'Recipe for failure': Republicans begin 'race' to see who can pass Trump bill first
Former Republican congressman Adam Kinzinger previously sat on the House Select Committee investigating the Jan. 6 attacks on the U.S. Capitol. He returned on Tuesday, the fifth anniversary of the attack, as a witness to answer questions about Jan. 6.
He was asked by one Democratic member why he bucked the trend among GOP colleagues at the time and wanted to serve on the Jan. 6 committee.
"It's just simply my oath," Kinzinger said. "I mean, what shocks me is that there were more people that didn't. I said this, and I mean it; nothing I did was heroic. But I was just surrounded by a bunch of cowards that were too scared to do it. I mean, this is like, this is the most basic thing. How do you defend your country? You have been as a member of the house, God has chosen — they have picked you to represent 700,000 people. What an honor that is. And you're going to sit there and say my career is more important in this moment with 700,000 people?"
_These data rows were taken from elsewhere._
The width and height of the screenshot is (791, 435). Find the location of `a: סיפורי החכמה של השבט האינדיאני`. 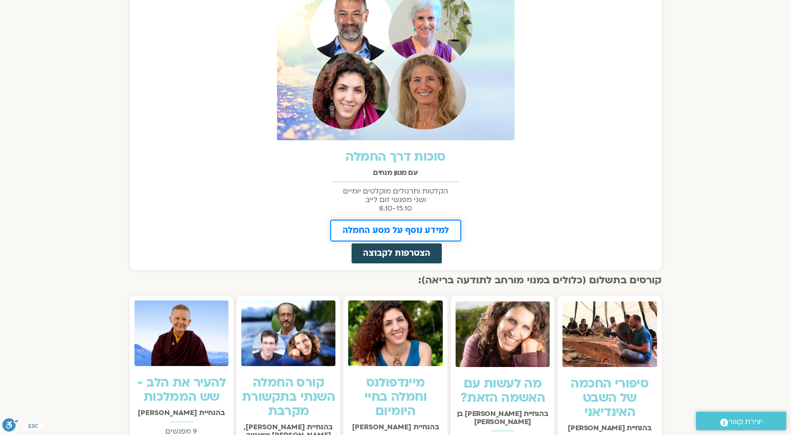

a: סיפורי החכמה של השבט האינדיאני is located at coordinates (610, 398).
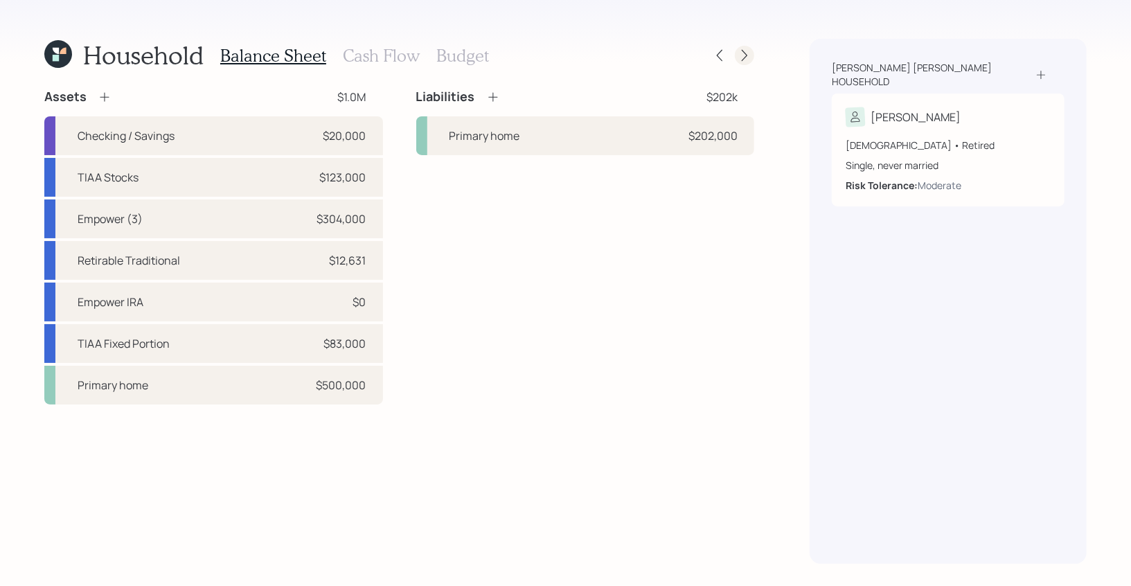 The width and height of the screenshot is (1131, 586). Describe the element at coordinates (65, 97) in the screenshot. I see `h4: Assets` at that location.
He went on to note a bracelet he wears with the name of a friend from the military who died in combat. Kinzinger asked how he could ask other Americans to fight and die while he's too afraid to give up his career for the exact cause.
"I'm a Christian. I have no reason to doubt the speaker is a Christian," he said of Speaker Mike Johnson (R-La.) "What I have a hard time seeing is how we can lie to 300 million people and say that's in line with our faith. I'm not walking in his shoes."
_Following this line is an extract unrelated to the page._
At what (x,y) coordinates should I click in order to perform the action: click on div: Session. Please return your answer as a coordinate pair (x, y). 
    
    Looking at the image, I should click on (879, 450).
He argued that putting up the plaque that commemorates the officers isn't a difficult political problem for Johnson. The speaker doesn't have to address the 2020 election. It's merely honoring the police "who did a good job protecting the Capitol that day."
"So, why [can't] the speaker do it? I — he's scared of people saying, oh my gosh, you put up a plaque. That's why I say double the size of it when you guys put it up," he added.
Kinzinger gave a motivational commentary, telling those who are fighting for the Constitution, "It will get better in a year and again in three years."